David S. Walker is the retired, Dwight D. Opperman Distinguished Professor of Law, Emeritus, at Drake Law School, where he twice served as Dean of the Law School, from 1987-1996 and again from 2003-2008.  He is a member of the Board of Directors of the ACLU of Iowa and also the Executive Committee of the NAACP Des Moines Branch. With his colleague Russell E. Lovell, II, Walker is Co-Chair of the Legal Redress Committee for the Des Moines Branch as well as the State NAACP in Iowa. 

He has worked with Professor Lovell and NAACP State Conference President Betty Andrews on many initiatives, including anti-racial and ethnic profiling bills introduced in the Legislature; on Unbiased Policing Ordinances adopted by the cities of Des Moines, Coralville, and Iowa City; on fair chance for employment (“Ban the Box”) bills; on jury selection and management legislation; and on the Governor’s Executive Order Number 7 restoring the right to vote for persons previously convicted of a felony.  Recently they have worked successfully to secure changes by the Secretary of State to the Secretary of State website necessary and helpful in light of Executive Order Number 7.

On behalf of the NAACP Walker has co-authored with Mr.
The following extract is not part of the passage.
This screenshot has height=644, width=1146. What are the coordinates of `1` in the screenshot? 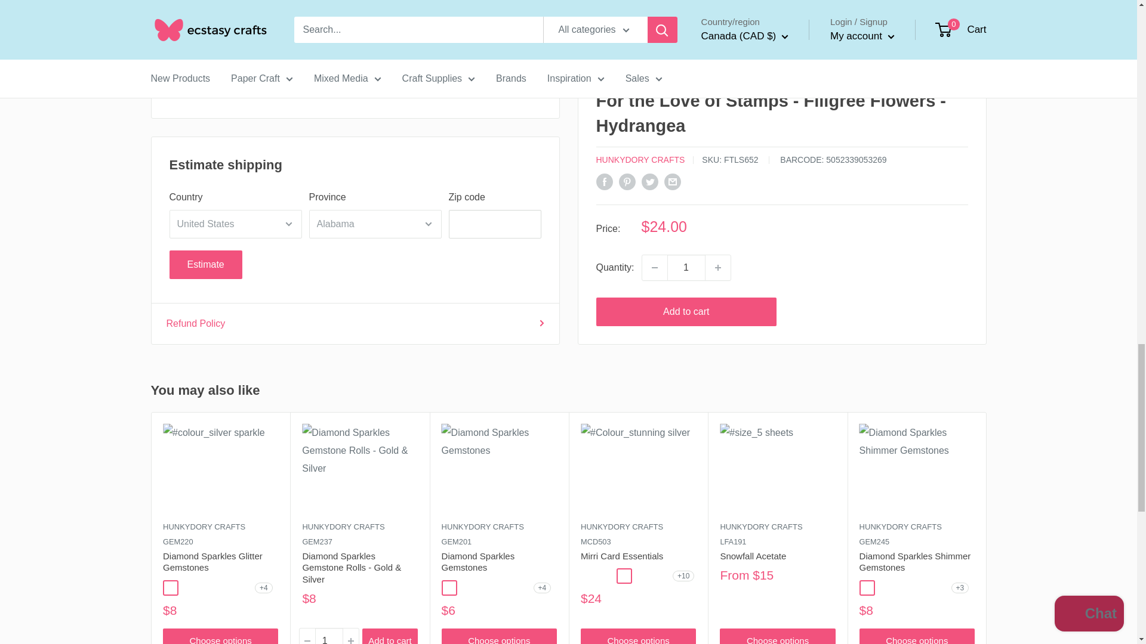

Lovell seven Amicus Curiae Briefs addressing issues in cases before the Iowa Supreme Court.  The issues in these cases have included a challenge to the constitutionality of pretextual traffic stops (written in conjunction with counsel for the ACLU of Iowa), the constitutional right to an Impartial Jury drawn from a fair cross-section of the community served by the trial court, the authority of the Iowa Civil Rights Commission (which a private corporation claimed had been ousted by an employee’s arbitration agreement), and the validity of “Ban the Box” ordinances passed at the local level. 

Walker is also the Chair of the Iowa State Bar Association’s Corporate Laws Committee and has been since 2010.  Since 1992 he has been appointed by successive Iowa Governors to be one of Iowa’s three Commissioners on Uniform State Laws, and he has served as Chair of the Iowa Commission since the year 2000.  On its behalf, he has sought introduction of and appeared before Iowa House and Senate Subcommittees on more than thirty Uniform Acts, or amendments to them, that Iowa has enacted into law.